(Photo by Rob Carr/Getty Images)
Dan Snyder won this round.
The owner of Washington’s football team is no longer facing legal challenges to the franchise’s name, a dictionary-defined slur. (This website does not use the name in print.)
This comes after the Supreme Court ruled earlier this month that the law permitting the U.S. Patent and Trademark Office to turn down “disparaging” trademarks violates the First Amendment.
Using that law, the PTO cancelled the team’s trademark in 2014. The reasoning? It was a racial slur that disparages Native Americans. While the team could still use the name, without a trademark it lost protections against counterfeit merchandise. The team’s case had been on hold at a federal appeals court in Richmond while the Supreme Court agreed to hear another trademark case, brought by a band called The Slants.

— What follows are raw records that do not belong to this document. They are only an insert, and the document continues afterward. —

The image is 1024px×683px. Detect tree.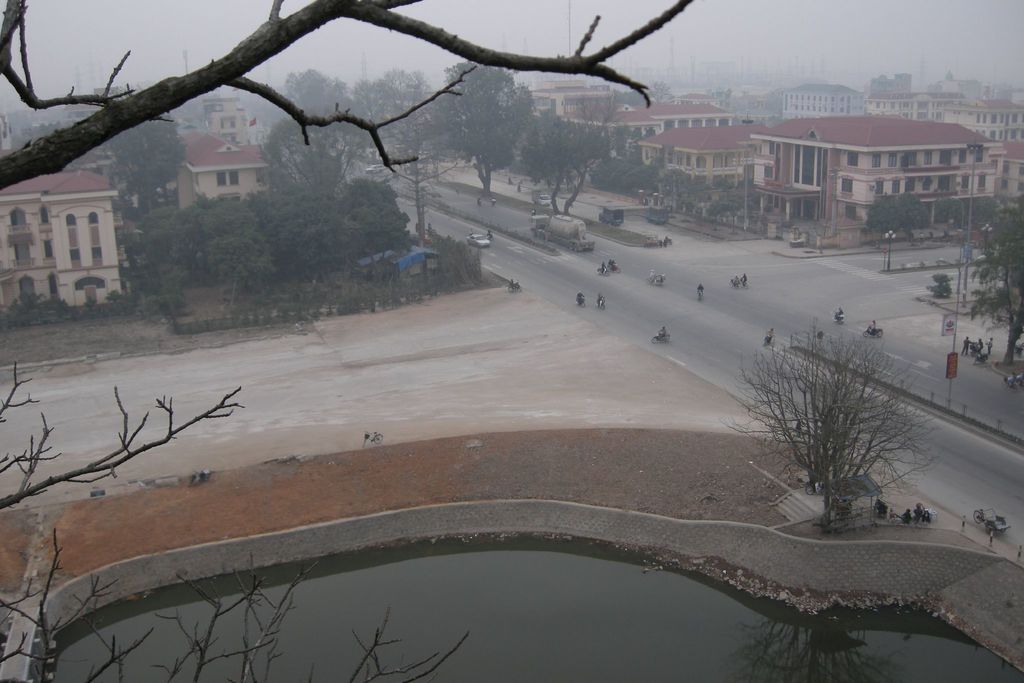
Detection: pyautogui.locateOnScreen(590, 152, 657, 190).
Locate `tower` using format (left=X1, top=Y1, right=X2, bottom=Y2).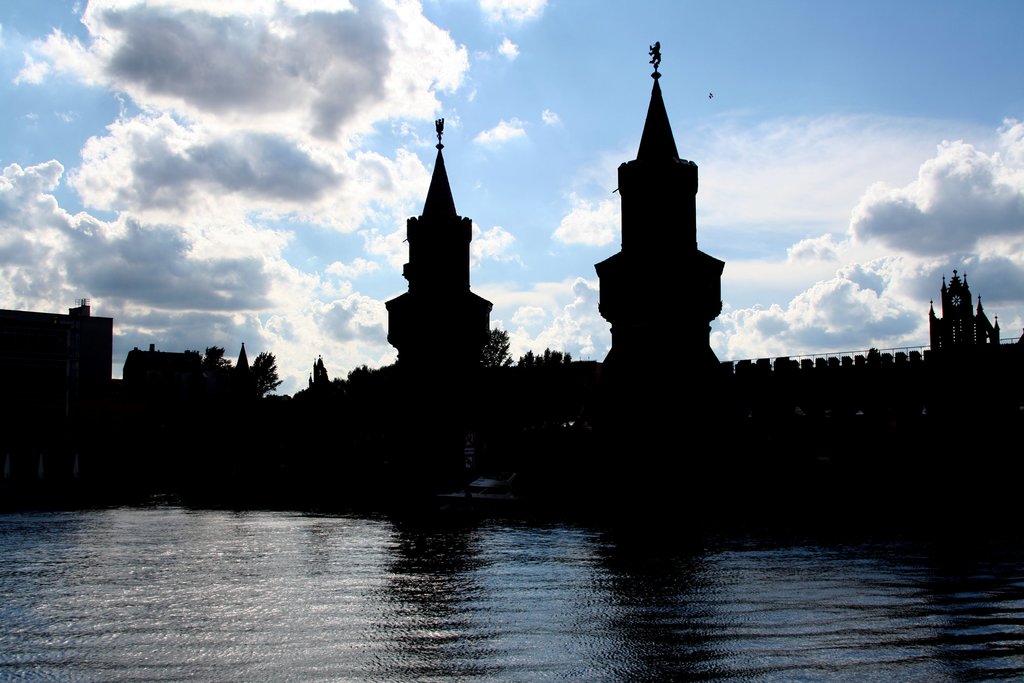
(left=931, top=276, right=1005, bottom=347).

In that case, the Supreme Court ruled unanimously that the disparagement clause “offends a bedrock First Amendment principle: Speech may not be banned on the ground that it expresses ideas that offend,” as Justice Samuel Alito wrote in his opinion for the court.
“I’m THRILLED,” Synder said in a statement in response to the ruling, which was a death knell for legal challenges to the NFL team’s name. He claims the team’s name “represents honor, represents respect, represents pride. Hopefully winning.”
Groups like Change the Mascot counter that it “is a dictionary-defined racial slur designed from the beginning to promote hatred and bigotry against Native Americans. This is a word that was screamed at Native Americans as they were dragged at gunpoint off their lands—and the hate-infused meaning of the word is precisely why this particular name was given to the team by avowed segregationist and first team owner George Preston Marshall.”
The Justice Department announced it was giving up its court battle over the name, following the SCOTUS decision, the Associated Press reports.
Five Native Americans also ended their legal fight over the team’s trademark on Thursday, according to The Washington Post.
“There’s no more challenge to make,” Jesse A. Witten, an attorney representing Native Americans, told The Post.
It is quite the turn of events for a movement that had garnered widespread support from local and national politicians. The Interior Department under President Barack Obama said the team could not return to federally owned RFK Stadium without rebranding.
“If I were the owner of the team, and I knew that its name—even if it had a storied history—that was offending a sizable group of people, I’d think about changing it,” Obama said in 2013, before the trademark was revoked.
Snyder’s response at the time to calls for him to change the name? “NEVER—you can use caps.”